Brilliant Master Genius
That is what he meant. Or, more simply and about as effective, you can just call l.BeginUpdate before the loop, and l.EndUpdate afterwards. If you add items one at a time without doing that, the listview will do some redrawing automatically after every single one, adding a substantial amount of overhead.

Zhentar
Sep 28, 2003

Brilliant Master Genius
Maybe it would work better if you did feetString = feetTextBox.Text;?

Zhentar
Sep 28, 2003

Brilliant Master Genius
I've got an application set up as a single instance, using WindowsFormsApplicationBase.IsSingleInstance, so that if other programs try to launch it with command line arguments, the instance that is already running can receive those arguments.
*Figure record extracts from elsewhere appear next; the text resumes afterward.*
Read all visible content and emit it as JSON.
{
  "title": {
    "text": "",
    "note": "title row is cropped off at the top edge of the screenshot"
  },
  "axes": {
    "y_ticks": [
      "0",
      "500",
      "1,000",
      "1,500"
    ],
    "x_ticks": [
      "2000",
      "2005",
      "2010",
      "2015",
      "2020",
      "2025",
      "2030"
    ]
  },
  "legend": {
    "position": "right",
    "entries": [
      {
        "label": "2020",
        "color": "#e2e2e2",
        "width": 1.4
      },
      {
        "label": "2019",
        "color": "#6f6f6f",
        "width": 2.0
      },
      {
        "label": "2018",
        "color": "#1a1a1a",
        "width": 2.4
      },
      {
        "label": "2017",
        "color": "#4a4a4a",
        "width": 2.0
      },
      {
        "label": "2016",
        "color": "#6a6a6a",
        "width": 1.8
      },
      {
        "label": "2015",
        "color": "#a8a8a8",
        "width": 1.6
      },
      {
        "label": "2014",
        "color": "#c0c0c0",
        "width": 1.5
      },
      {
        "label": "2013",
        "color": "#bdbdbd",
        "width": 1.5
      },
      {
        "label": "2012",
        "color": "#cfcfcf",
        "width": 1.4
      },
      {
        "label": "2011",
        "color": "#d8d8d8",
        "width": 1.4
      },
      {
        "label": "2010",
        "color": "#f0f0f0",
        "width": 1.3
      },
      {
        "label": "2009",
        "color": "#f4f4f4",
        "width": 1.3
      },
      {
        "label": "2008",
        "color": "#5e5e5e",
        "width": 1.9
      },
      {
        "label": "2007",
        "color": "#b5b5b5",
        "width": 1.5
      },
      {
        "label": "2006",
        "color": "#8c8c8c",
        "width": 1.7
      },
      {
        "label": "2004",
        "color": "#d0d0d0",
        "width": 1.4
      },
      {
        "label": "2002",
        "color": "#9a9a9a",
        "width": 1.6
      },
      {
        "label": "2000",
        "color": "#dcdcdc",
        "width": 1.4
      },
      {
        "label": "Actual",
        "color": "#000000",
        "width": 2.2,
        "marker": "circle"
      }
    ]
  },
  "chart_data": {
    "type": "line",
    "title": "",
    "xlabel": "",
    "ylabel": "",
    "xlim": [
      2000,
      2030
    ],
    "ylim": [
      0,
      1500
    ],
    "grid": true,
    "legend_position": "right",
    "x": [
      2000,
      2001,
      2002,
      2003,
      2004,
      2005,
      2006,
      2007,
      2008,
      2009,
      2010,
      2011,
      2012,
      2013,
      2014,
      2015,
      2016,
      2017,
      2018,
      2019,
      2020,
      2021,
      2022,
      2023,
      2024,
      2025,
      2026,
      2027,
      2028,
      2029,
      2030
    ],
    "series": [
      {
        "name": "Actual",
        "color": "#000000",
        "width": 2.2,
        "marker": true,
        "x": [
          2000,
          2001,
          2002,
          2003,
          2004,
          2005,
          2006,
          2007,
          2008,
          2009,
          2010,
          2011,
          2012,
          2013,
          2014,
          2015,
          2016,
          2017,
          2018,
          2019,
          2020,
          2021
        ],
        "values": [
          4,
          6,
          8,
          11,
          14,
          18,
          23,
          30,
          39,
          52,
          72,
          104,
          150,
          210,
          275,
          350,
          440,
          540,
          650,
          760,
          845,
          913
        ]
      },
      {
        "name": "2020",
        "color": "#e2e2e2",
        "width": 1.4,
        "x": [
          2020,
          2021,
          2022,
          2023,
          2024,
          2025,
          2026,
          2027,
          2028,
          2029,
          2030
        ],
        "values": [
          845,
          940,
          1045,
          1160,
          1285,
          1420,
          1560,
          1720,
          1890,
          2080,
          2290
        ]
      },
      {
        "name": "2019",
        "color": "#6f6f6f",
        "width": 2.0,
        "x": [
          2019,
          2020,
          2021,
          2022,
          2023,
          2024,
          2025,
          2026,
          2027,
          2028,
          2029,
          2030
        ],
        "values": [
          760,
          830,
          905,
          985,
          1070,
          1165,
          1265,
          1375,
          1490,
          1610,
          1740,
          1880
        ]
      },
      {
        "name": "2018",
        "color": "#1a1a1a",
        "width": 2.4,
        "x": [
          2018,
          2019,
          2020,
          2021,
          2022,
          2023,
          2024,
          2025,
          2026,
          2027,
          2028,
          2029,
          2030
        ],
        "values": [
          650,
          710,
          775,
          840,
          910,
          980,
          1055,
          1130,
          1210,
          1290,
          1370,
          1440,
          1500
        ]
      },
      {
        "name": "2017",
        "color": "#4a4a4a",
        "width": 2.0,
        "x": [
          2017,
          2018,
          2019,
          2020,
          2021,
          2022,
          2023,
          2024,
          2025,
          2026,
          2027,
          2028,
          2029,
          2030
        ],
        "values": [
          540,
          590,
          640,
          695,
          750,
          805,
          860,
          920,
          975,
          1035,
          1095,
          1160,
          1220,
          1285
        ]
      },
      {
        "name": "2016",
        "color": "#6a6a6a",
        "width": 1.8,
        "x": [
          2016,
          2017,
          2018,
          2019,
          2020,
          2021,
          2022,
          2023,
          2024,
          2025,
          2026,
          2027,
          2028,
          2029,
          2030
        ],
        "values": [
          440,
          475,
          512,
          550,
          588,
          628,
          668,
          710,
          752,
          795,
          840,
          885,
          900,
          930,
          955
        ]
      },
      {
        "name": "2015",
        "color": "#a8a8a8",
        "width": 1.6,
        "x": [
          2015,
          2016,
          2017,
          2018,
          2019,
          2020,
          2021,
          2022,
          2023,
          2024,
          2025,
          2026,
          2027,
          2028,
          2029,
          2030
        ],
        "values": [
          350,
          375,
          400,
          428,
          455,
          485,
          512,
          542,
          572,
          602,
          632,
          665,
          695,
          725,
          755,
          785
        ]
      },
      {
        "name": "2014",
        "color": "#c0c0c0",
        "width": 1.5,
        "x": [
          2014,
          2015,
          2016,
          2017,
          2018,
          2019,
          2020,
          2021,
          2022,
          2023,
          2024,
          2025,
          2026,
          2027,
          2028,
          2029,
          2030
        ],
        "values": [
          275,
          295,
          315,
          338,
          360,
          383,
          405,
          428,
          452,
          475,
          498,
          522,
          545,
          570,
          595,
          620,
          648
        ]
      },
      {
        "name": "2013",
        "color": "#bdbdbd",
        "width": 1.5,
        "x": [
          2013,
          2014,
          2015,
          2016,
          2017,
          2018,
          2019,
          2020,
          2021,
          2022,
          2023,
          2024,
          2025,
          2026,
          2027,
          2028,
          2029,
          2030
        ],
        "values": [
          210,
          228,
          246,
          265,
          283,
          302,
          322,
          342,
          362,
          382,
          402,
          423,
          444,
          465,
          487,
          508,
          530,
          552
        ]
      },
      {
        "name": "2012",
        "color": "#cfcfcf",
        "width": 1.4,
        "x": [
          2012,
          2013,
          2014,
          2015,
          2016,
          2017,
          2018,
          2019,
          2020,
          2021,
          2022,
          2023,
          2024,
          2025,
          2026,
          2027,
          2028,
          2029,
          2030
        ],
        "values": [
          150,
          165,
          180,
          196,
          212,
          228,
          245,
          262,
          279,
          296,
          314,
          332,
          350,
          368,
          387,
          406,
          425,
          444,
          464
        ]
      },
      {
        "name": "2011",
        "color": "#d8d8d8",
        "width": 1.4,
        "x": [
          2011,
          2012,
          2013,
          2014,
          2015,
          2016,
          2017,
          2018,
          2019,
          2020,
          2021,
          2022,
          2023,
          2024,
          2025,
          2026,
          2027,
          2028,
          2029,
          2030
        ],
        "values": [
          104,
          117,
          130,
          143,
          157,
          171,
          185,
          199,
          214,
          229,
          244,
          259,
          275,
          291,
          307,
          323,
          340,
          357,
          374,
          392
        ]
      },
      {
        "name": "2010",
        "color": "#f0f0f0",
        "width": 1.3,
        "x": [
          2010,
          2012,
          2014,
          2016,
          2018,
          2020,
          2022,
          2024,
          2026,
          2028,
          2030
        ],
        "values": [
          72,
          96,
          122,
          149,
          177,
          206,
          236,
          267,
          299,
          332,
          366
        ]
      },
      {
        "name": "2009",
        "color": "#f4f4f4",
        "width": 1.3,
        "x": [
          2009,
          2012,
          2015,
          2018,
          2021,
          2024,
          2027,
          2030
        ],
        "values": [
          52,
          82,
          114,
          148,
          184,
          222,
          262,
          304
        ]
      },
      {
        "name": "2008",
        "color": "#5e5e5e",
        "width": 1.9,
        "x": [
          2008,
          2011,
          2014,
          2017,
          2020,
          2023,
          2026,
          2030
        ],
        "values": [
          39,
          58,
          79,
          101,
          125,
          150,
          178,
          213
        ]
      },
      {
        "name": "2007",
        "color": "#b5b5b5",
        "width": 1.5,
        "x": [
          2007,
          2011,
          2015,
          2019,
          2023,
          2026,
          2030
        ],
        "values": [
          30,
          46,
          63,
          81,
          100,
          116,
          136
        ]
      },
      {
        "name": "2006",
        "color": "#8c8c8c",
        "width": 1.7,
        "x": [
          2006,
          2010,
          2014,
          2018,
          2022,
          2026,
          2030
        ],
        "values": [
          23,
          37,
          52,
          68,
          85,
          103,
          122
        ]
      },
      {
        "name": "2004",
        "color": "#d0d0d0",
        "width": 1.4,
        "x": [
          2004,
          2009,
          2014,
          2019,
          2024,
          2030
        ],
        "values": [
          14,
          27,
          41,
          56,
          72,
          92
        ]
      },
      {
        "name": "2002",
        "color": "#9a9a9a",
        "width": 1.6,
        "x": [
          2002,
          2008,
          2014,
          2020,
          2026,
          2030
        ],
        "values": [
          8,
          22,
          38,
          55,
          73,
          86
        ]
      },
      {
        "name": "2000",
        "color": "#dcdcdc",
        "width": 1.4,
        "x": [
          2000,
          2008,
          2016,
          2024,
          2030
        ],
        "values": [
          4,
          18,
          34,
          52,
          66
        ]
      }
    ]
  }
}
I'm running into two problems with this; it takes nearly 200ms to for a new instance to start, send its parameters to the main instance, and close, so if a program runs it 20 or 30 times in a row, it takes a while to finish (even though my app doesn't need to do more than half a second of actual work). Worse, if a program does those same 20 or 30 runs in parallel instead of sequentially, some of the new instances can starve and crash ("This single-instance application could not connect to the original instance").

Is there a better way to do this?

Zhentar
Sep 28, 2003

Brilliant Master Genius

Ugg boots posted:

I don't know about passing command line arguments over from the new instance to an old one, but to just enforce single instance you can create a Mutex with the name like "MyApplication" and check its out parameter to check if you were the first one to create it. If you were, you're the first instance and you need to flag that object with GC.KeepAlive so it stays around until your application closes. If you open the mutex and you weren't the first to create it, you know there's another process floating around out there already.
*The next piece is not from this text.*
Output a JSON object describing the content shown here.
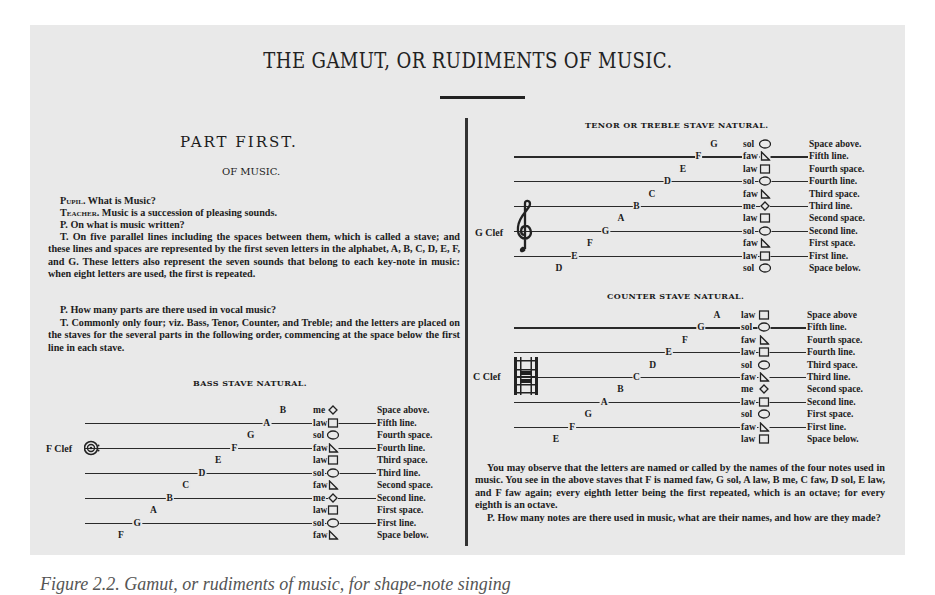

Seemed like too much trouble to go through all that, so I just made it a No-Instance app (e.g. Main doesn't do anything) and it still takes a bit over 100ms per instance. I'm going to assume that means no .NET program will start up fast enough to satisfy me here, so I'll do something lightweight in C++ to handle this instead.

Zhentar
Sep 28, 2003

Brilliant Master Genius

Bellend Sebastian posted:

I've been working on writing a screen buffer, trying not to use Console.Clear() so i don't get that flickering that you get on refresh. I tried making it write over all the screen tiles, but that worked out slower, unsurprisingly, and without a method for clearing, it starts getting really patchy with remnants and artifacts kicking about after the character has moved.
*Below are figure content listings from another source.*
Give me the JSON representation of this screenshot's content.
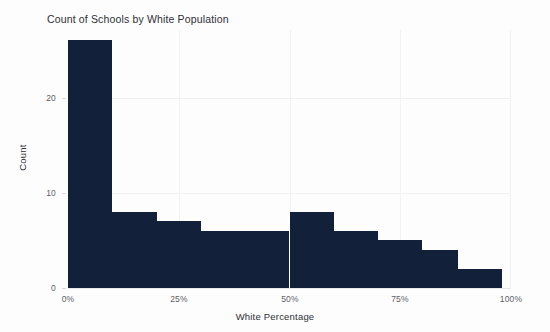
{
  "chart_data": {
    "type": "bar",
    "title": "Count of Schools by White Population",
    "xlabel": "White Percentage",
    "ylabel": "Count",
    "xlim": [
      0,
      100
    ],
    "ylim": [
      0,
      27
    ],
    "grid": true,
    "legend": null,
    "bar_color": "#12203a",
    "background_color": "#ffffff",
    "bin_width": 10,
    "categories": [
      "0-10%",
      "10-20%",
      "20-30%",
      "30-40%",
      "40-50%",
      "50-60%",
      "60-70%",
      "70-80%",
      "80-90%",
      "90-100%"
    ],
    "bin_starts": [
      0,
      10,
      20,
      30,
      40,
      50,
      60,
      70,
      80,
      88
    ],
    "bin_ends": [
      10,
      20,
      30,
      40,
      50,
      60,
      70,
      80,
      88,
      88
    ],
    "values": [
      26,
      8,
      7,
      6,
      6,
      8,
      6,
      5,
      4,
      2
    ],
    "xticks": [
      "0%",
      "25%",
      "50%",
      "75%",
      "100%"
    ],
    "xtick_values": [
      0,
      25,
      50,
      75,
      100
    ],
    "yticks": [
      "0",
      "10",
      "20"
    ],
    "ytick_values": [
      0,
      10,
      20
    ]
  }
}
If you keep an array of the previous frame, then you can compare it to the contents of the current frame, and only redraw/clear the tiles that have changed.

Zhentar
Sep 28, 2003

Brilliant Master Genius
Debug the executable with Windbg.

Zhentar
Sep 28, 2003

Brilliant Master Genius

TJChap2840 posted:

I was more asking if there was a known simple way. My way is technically correct, but because of the white background in my images, the result isn't correct.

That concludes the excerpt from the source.